Do we blame Hitler or every person in Germany? The leaders bear the majority of the responsibility.



Why, yes, if we remove all the humans that do the scamming, then the scam industry disappears. Actually, all we have to do is make the work so unpleasant that very few people will do it, and then only at a high wage, which renders the whole scamming thing uneconomical. And then it disappears.

With respect to the 3rd Reich, the Allies didn't let people who pled that they were only following orders off the hook. Neither would most moral philosophers today. If you know you're scamming people, and the "service" reps for Cardholder Services certainly do know tht, then you're morally accountable.

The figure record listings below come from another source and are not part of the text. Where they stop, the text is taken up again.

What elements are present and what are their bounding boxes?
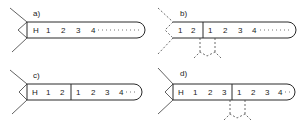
cell-1: 1	[178, 26, 183, 35]
cell-2: 2	[60, 88, 65, 97]
cone-tip-icon	[18, 22, 27, 38]
cone-lower-line	[158, 38, 173, 54]
panel-d: d) H 1 2 3 1 2 3 4	[158, 68, 295, 120]
panel-a-label: a)	[33, 9, 40, 18]
cell-1: 1	[193, 88, 198, 97]
panel-d-label: d)	[180, 69, 187, 78]
cone-lower-line	[12, 38, 27, 52]
strand-bar	[27, 22, 145, 38]
cell-1: 1	[46, 88, 51, 97]
cone-upper-line	[158, 68, 173, 84]
cell-h: H	[32, 88, 38, 97]
cell-2: 2	[208, 88, 213, 97]
cone-lower-line	[12, 100, 27, 114]
cell-h: H	[33, 26, 39, 35]
cell-2: 2	[191, 26, 196, 35]
cone-tip-icon	[165, 22, 173, 38]
cell-h: H	[178, 88, 184, 97]
cell-3: 3	[76, 26, 81, 35]
cone-upper-line	[158, 8, 173, 22]
cell-1: 1	[237, 88, 242, 97]
cell-3: 3	[105, 88, 110, 97]
diagram-stage: a) H 1 2 3 4 b) 1 2 1 2 3 4 c)	[0, 0, 305, 124]
cell-2: 2	[61, 26, 66, 35]
panel-c-label: c)	[33, 71, 40, 80]
fork-icon	[194, 52, 221, 58]
cell-2: 2	[251, 88, 256, 97]
strand-bar	[173, 84, 295, 100]
cone-upper-line	[10, 8, 27, 22]
cell-4: 4	[252, 26, 257, 35]
cell-3: 3	[222, 88, 227, 97]
cone-upper-line	[10, 70, 27, 84]
fork-icon	[224, 114, 251, 120]
cell-1: 1	[46, 26, 51, 35]
cone-tip-icon	[165, 84, 173, 100]
strand-diagram: a) H 1 2 3 4 b) 1 2 1 2 3 4 c)	[0, 0, 305, 124]
cell-2: 2	[91, 88, 96, 97]
cell-4: 4	[119, 88, 124, 97]
strand-bar	[27, 84, 142, 100]
cell-4: 4	[91, 26, 96, 35]
cell-2: 2	[223, 26, 228, 35]
panel-b-label: b)	[180, 9, 187, 18]
cell-1: 1	[76, 88, 81, 97]
cell-1: 1	[208, 26, 213, 35]
cell-3: 3	[238, 26, 243, 35]
panel-b: b) 1 2 1 2 3 4	[158, 8, 296, 58]
panel-a: a) H 1 2 3 4	[10, 8, 145, 52]
cone-lower-line	[158, 100, 173, 114]
cone-tip-icon	[19, 84, 27, 100]
panel-c: c) H 1 2 1 2 3 4	[10, 70, 142, 114]
cell-4: 4	[278, 88, 283, 97]
cell-3: 3	[265, 88, 270, 97]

If all (or the large plurality) of us would listen to the robocall, hit 1 or 5 or whatever to get to a human, and then waste the human's time, the telemarketers would end up out of business.

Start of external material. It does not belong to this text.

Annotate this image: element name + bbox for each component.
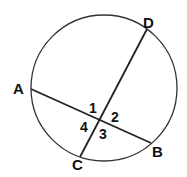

Of course, if the FCC did it's damn job, and enforced valid caller ID, the whole thing would go away, too. The fact that this hasn't happened is a crying shame, and indicative of some major failures in the US Federal government.


If the workers disappear, the industry disappears? I assume that there are plenty of workers that would quickly replace them, but I could be wrong.

We are in agreement about this being a problem that the FCC or other gov agencies should be trying to stop.


Well, yes. But that's a simplistic case. Evidence shows that no matter how terrible a job is, some one will do it. It's just that as jobs get worse, fewer and fewer are willing to do the job. The amount of scammers willing to do the unpleasant task of dealing with 419-eaters and Scambaiters at a particular wage goes down.

Free market economics tells us that as the supply of some good goes down, the price almost certainly rises, all things being equal.

When the supply of "service" reps/scammers goes down, we have 3 cases:

1. Demand for that labor stays the same. In this case labor rates go up. This will make scamming less economical, driving some scam factories out of business.

2. Demand for "service" reps goes up: Same as case (1), but worse for the scam factories. More of them go out of business.

3. Demand for "sevice" reps/scammers goes down: this is really a case of "all things don't stay the same", because in this case, scam factories employ fewer "service" reps. Maybe some scam factories leave the market, maybe all scam factories make fewer calls a day.

In any of the 3 cases, WE WIN! Not as many scams are perpetrated, and the amount of calls goes down. Of course, an ideological free market analysis almost always gets things either partially or wholly wrong. We also don't know what the relationship between wages and number of people willing to put up with hobbyist scambaiters is. It's possible that like freeways on a Saturday, even a small worsening of job conditions makes the number of people willing to work at scam factories go way down. Or not. Unknowable. I just think that jerking the "service" reps chains as hard as possible is the only rational response.